As I've talked about in my proposal post, Two For Joy, this book that I'm hoping to maybe sell, it was the easiest thing. It just poured out of me in a two-week frenzy of beauty and joy and glory, and almost nothing has changed in edits with my agent.

But every book is not like that. It's just not every book is as simple and straightforward. Something about Magpie’s story just, I had all the pieces I needed, and I could go. And I don't…I just haven't had that with Screechers.

I've had Echo, I've had Starker, I've had Laetma and Lu (these other characters). But I couldn't see….couldn't see….I hit 90,000 words and was like pffft. For years. And that's okay.

One more thing before I go, for those of you—I meant to say this earlier—who were part of this Screechers journey, there was a character everyone really liked. Me too. Her name is Sun, but I've cut her. Part of the reason I've cut her is because I think she was holding me back.

Like I was not killing my darlings because I liked it, because I liked her. I liked the emotions, but I was running out of like, what to do with her, and I kept coming up with the same wall every time. And so I have committed to cutting her this time around. I think she's still going to be a character (although I might make her a guy, for reasons I can't share right now) but she…

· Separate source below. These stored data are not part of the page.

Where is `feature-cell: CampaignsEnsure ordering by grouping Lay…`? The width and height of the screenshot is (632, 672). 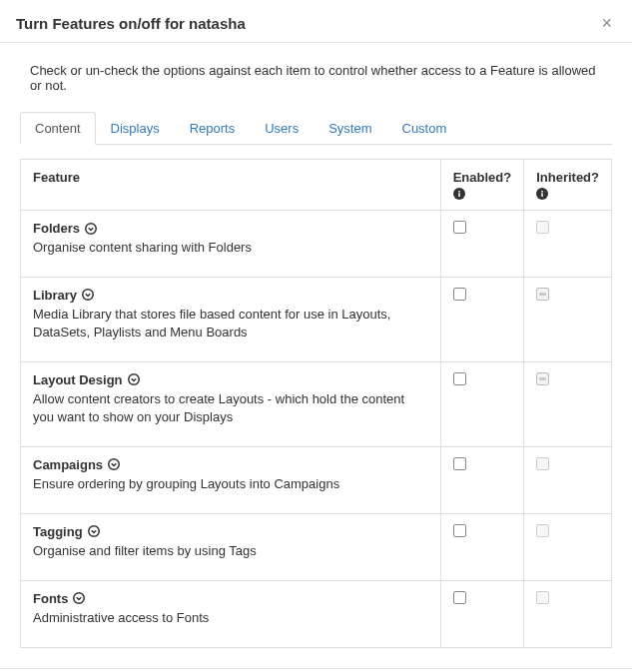
feature-cell: CampaignsEnsure ordering by grouping Lay… is located at coordinates (232, 479). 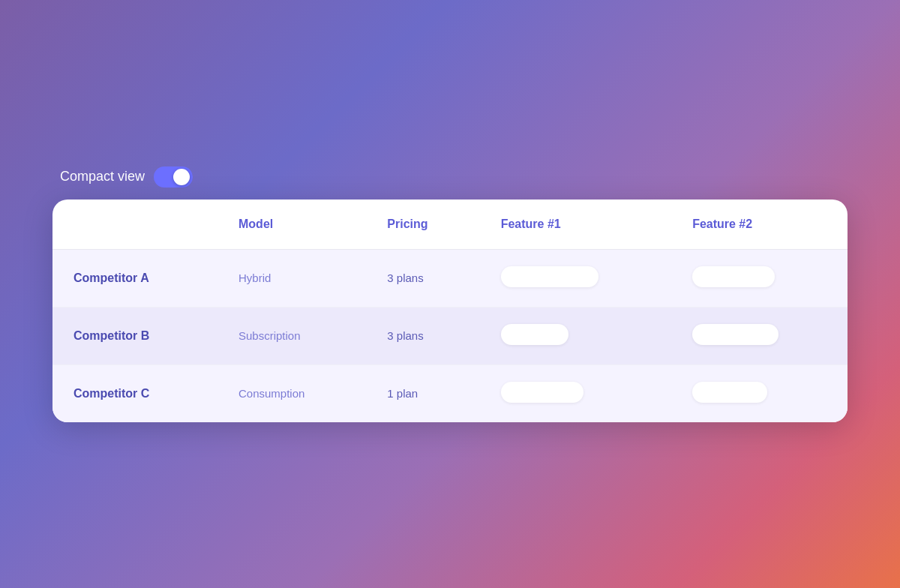 What do you see at coordinates (270, 336) in the screenshot?
I see `competitor-model: Subscription` at bounding box center [270, 336].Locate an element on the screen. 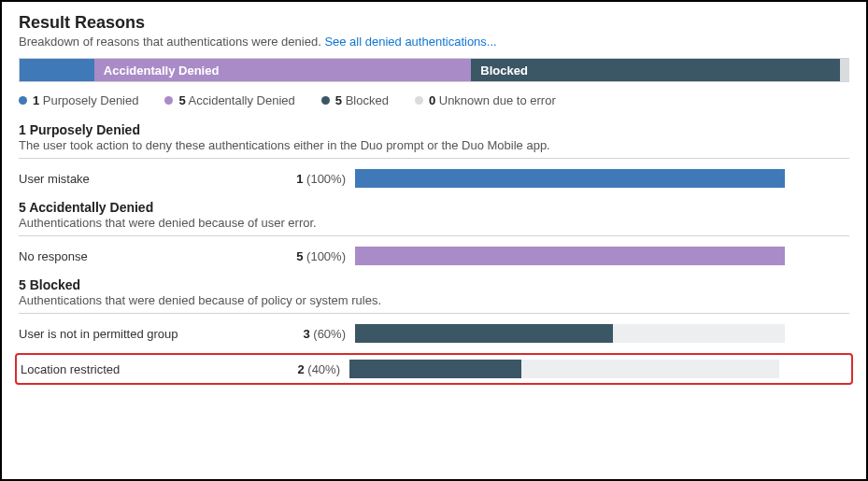  section-purposely: 1 Purposely DeniedThe user took action t… is located at coordinates (434, 157).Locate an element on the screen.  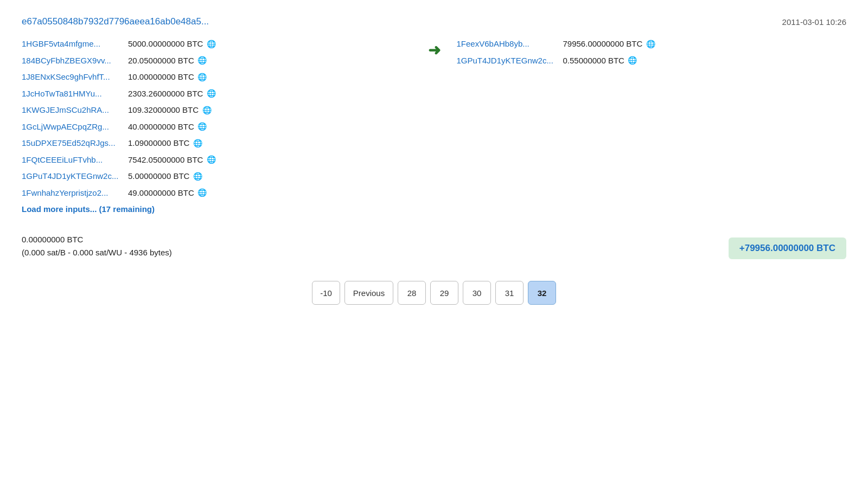
input-amount: 2303.26000000 BTC is located at coordinates (165, 94).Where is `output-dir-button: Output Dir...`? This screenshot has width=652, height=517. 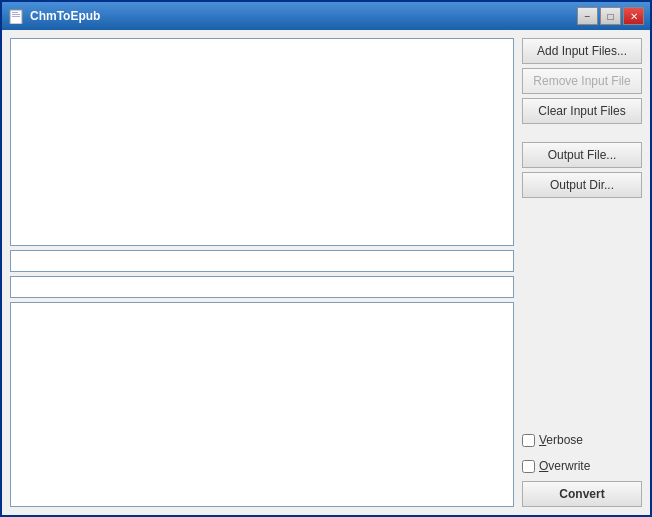 output-dir-button: Output Dir... is located at coordinates (582, 185).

That role in the book…Sun is this child Empress type thing. And I've changed that. I've changed the way the world is, like Shaavan political structure is built so, like, there's not even a child empress anymore. Plus, I can't…I don't want to say anything, because I'd rather share this as I go and you guys see what comes, but I don't want to be in her head.

It would be better not knowing what this character is doing. So cut. Which amazing, unsurprising that choice has now opened up a bunch of other choices for me.

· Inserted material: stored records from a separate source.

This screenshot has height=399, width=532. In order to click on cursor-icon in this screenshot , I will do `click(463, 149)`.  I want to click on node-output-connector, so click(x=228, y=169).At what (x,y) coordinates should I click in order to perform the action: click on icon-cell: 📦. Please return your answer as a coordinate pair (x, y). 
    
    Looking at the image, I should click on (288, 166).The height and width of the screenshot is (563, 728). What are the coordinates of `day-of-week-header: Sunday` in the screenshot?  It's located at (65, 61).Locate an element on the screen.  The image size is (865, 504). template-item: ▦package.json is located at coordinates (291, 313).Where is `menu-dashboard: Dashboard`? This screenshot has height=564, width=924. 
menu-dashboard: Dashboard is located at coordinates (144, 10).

So should have killed that darling a long time ago, but it's okay. That's okay. We don't always know. Distance, time. They give us new ideas. They let our subconscious do what we need them to do until we can sit back down.

All right, I also need to figure out how to make a short story from the Screechers world. So wish me luck. Wish me luck on that, friends, and yeah, that's your Screechers and editing update for the moment.

If you want to see the changes I've made, upgrade to paid, and I will be sharing that when I get it compiled.

And yeah, kill your darlings if you have to. But also, if you really love a book, hang on to it. You can always rewrite it and redo it and make more choices to get it where you need it to be.